Alberto Granado - Career in Cuba

Career in Cuba

After the victory of the Cuban Revolution in 1959, Granado was invited to Havana by Guevara, who for all intents and purposes had risen to become second-in-command under Fidel Castro. Thus in 1960, Granado visited Cuba for the first time on Guevara's invitation. A year later, he moved there with his family to take up a post as professor of biochemistry at the School of Medicine of the University of Havana. Later that year, he was one of the founders of the Institute for Basic and Pre-Clinical Sciences. In 1962, he founded the Faculty of Medicine at the University of Santiago with a group of colleagues, the second in Cuba. He would serve as a senior professor there until 1974. Granado was thus in part responsible for "one of the undeniable achievements of Castro's government, the training and provision for the population for the first time of large numbers of highly competent doctors."

Between 1975 and 1986, Granado obtained his doctorate in biological sciences and attended the World Congress on Genetics in Moscow. He also attended the Congress on Polymorphism in Leningrad and became centrally involved in the development of Holstein Tropical cattle breeds. In 1978, he published his account of his and Guevara's 1951–1952 tour of South America, named Con el Che por Sudamerica, in Spanish, Italian and French.

Between 1986 and 1990, he took part in the creation of the Cuban Genetics Society and was appointed its president.

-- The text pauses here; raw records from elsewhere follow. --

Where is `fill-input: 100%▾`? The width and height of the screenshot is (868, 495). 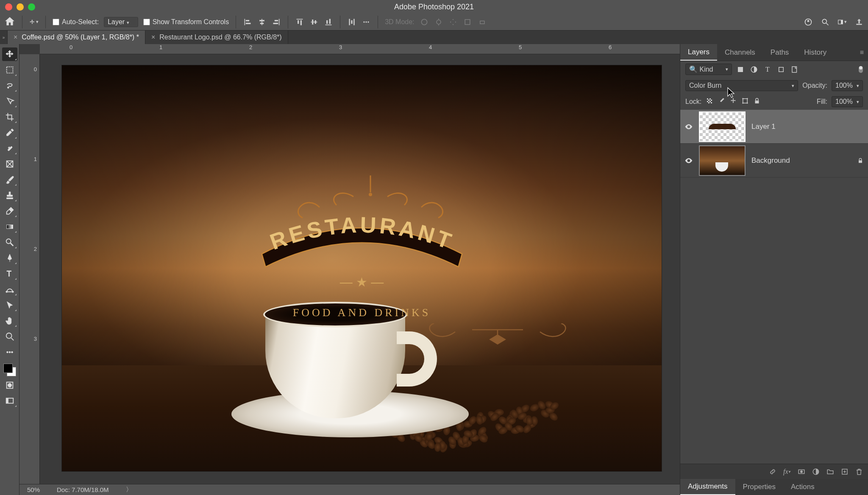 fill-input: 100%▾ is located at coordinates (847, 102).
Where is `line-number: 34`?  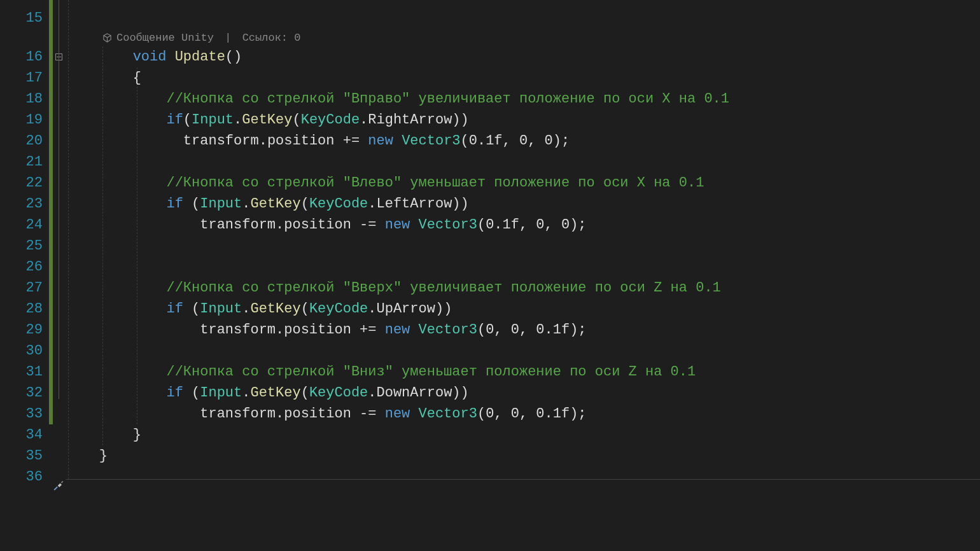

Between 1991 and 1994, he devoted his time to validation and methodology of his previous research in universities in Venezuela and Spain before his retirement in 1994. In 1997, he joined the campaign for solidarity with Cuba and promotion of Guevara's ideas at home and abroad.

Between 2002 and 2003, he was an on-set advisor to Walter Salles' The Motorcycle Diaries, based upon Granado's Con el Che por Sudamerica and Guevara's own account, published posthumously in 1967. Granado made a cameo appearance as himself in the epilogue of the film. The first English-language edition of Granado's account was published in 2003, entitled Travelling with Che Guevara: The Making of a Revolutionary.